Sandra Hurtes
Author, Teacher, Coach
“Sandra Hurtes’s Rescue: a Memoir is a valuable addition to the literary genre of the second generation of Holocaust survivors in America. Hurtes views the Second Generation through the lens of psychotherapy, and eloquently shows how even well-meaning professionals might not appreciate the special significance of the post-liberation family. This valuable, heartfelt chapbook shines with honesty as it intermingles tragic loss, humor, and affirmation of life. Rescue is ultimately about members of the “Second Generation” finding their own voice.”
~Eva Fogelman is a psychologist who is writer and co-producer of Breaking the Silence: The Generation After the Holocaust and author of Conscience and Courage: Rescuers of Jews During the Holocaust.
“I enjoyed Rescue – if “enjoyed” is the right word.
Ms. Hurtes has written a sensitive, fluid, occasionally humorous masterpiece about her tumult and ongoing identity crisis. She is the American-born daughter of Jewish survivors of the Nazi Holocaust – new immigrants to the United States who are searching and working towards a safe future and happy life. Her parents rescued their future children from the fate they had suffered by being someplace else other than blood-soaked, xenophobic Europe.
The author agonizingly searches to understand and find a way out of the weight her parents’ unprecedented memories have laid upon her, and a way to deal with her parents’ pain – albeit second-hand. She writes of her difficult dual affiliation to the old shtetl roots and the new American ones, which she finds incompatible and emotionally divisive.
She describes her ambivalence about identity, love, loyalty, independence, a delicately-described resentment, guilt, and ‘boundaries’ both desired and feared. The author has inherited an emotionally-weighted legacy to manage while seeking happy self-fulfillment as a writer…In my opinion, the rescue of all subsequent generations belongs in civil society, providing that we learn important lessons from both personal stories and the historical perspective. What they are saying about:
On My Way To Someplace Else (Poetica Publishing 2009) “Sandy Hurtes reveals the conundrum of the survivor of survivors, the child confronted with the notion she can only move forward by healing the injured parent, and the fact that there is no hope of achieving this."
Judy Weissenberg Cohen
Witness / survivor
Editor, http://www.womenandtheholocaust.com
"…On My Way to Someplace Else is a collection of essays from Sandra Hurtes reflecting on her childhood of growing up with Holocaust survivor parents. These essays have been previously published elsewhere, but here they are compiled and give readers much to appreciate through Hurtes' work. On My Way to Someplace Else is a top pick for memoir collections."
Midwest Book Review
"Ms. Hurtes' book is a powerful rendering of a struggle that, although it does not result in an ultimate victory over the emotional challenges she faces as the daughter of Holocaust survivors, her unyielding effort not to be traumatized has created a story of small, redeeming victories."
Dr. Arthur Flug, Exec. Director, Kupferberg Holocaust Resource Archive Center
"In her straightforward voice and gentle prose, Hurtes relates her struggle to move forward, while learning to move out from under the weight of her guilt. The essays are alternately funny and heartbreaking."
Brooklyn Daily Eagle
"Unlike many manicured stories about identity or over-exaggerated tales of family suffering, Hurtes chooses the honest route, complete with warts, confusion and emotional discomposure."
Mickey Pearlman, What To Read
"Hurtes writes with grace and delicacy about her not so ordinary life, about childhood as the daughter of Holocaust survivors, about the complexities of survival as a single woman in a great metropolis, about dating, knitting, strolling, writing. In doing so, she fronts the uncertainty of life as well as its mystery."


# Task requirements:
Copy nothing but the text: repeat each entry exactly and drop the images.

# Input records:
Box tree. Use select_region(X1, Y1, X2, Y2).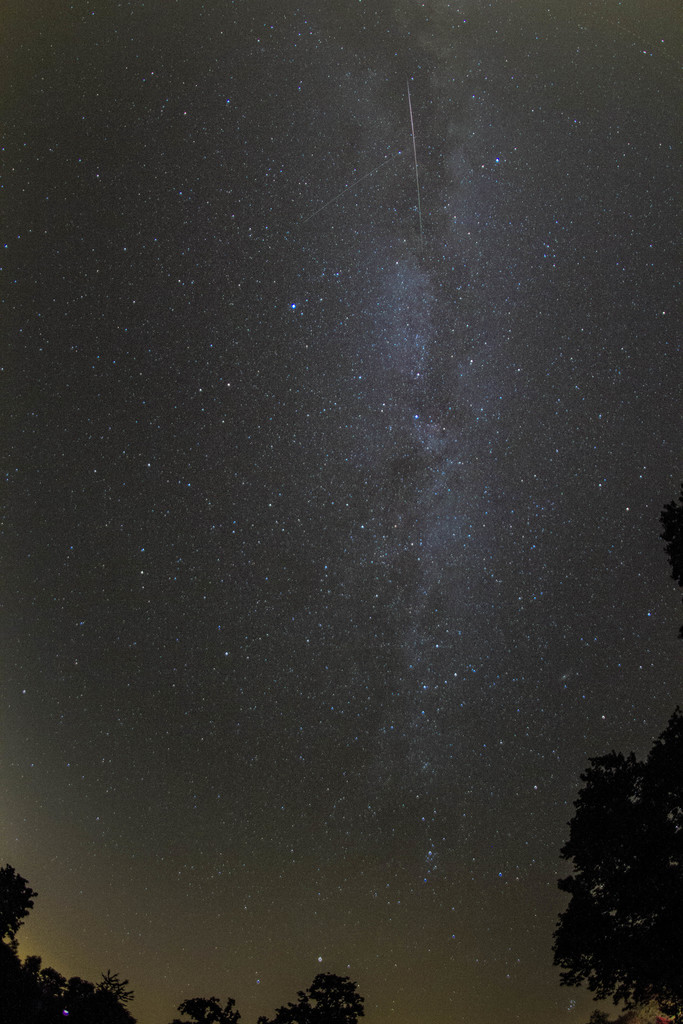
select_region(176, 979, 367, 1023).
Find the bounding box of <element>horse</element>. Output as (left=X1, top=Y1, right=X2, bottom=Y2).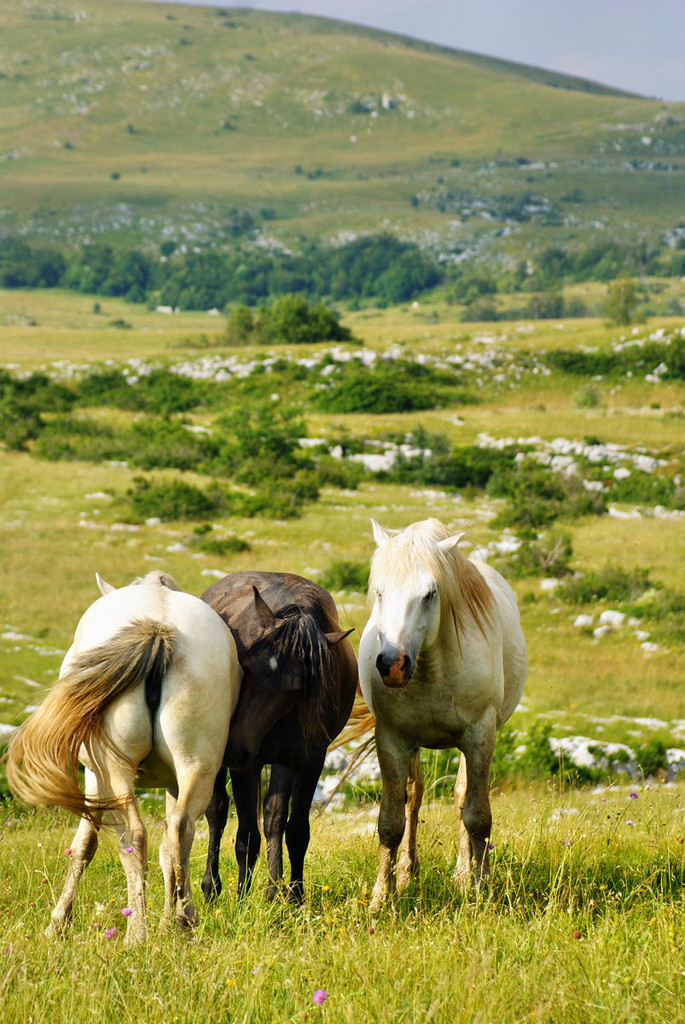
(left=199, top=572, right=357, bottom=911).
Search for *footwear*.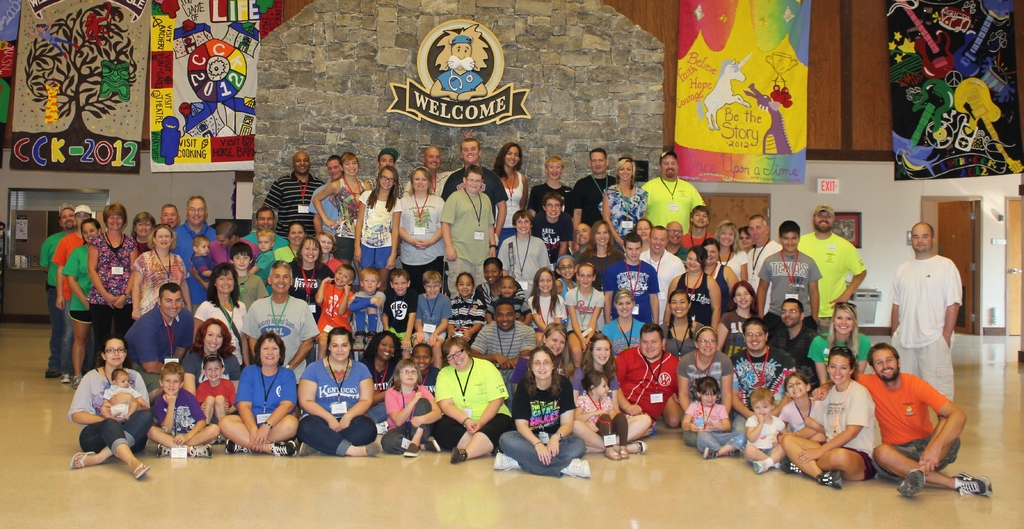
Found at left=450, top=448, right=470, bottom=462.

# Task output:
Box tree. Use select_region(X1, Y1, X2, Y2).
select_region(176, 979, 367, 1023).
Find the bounding box of <element>horse</element>. Output as (left=X1, top=Y1, right=X2, bottom=Y2).
(left=199, top=572, right=357, bottom=911).
Search for *footwear*.
Found at left=450, top=448, right=470, bottom=462.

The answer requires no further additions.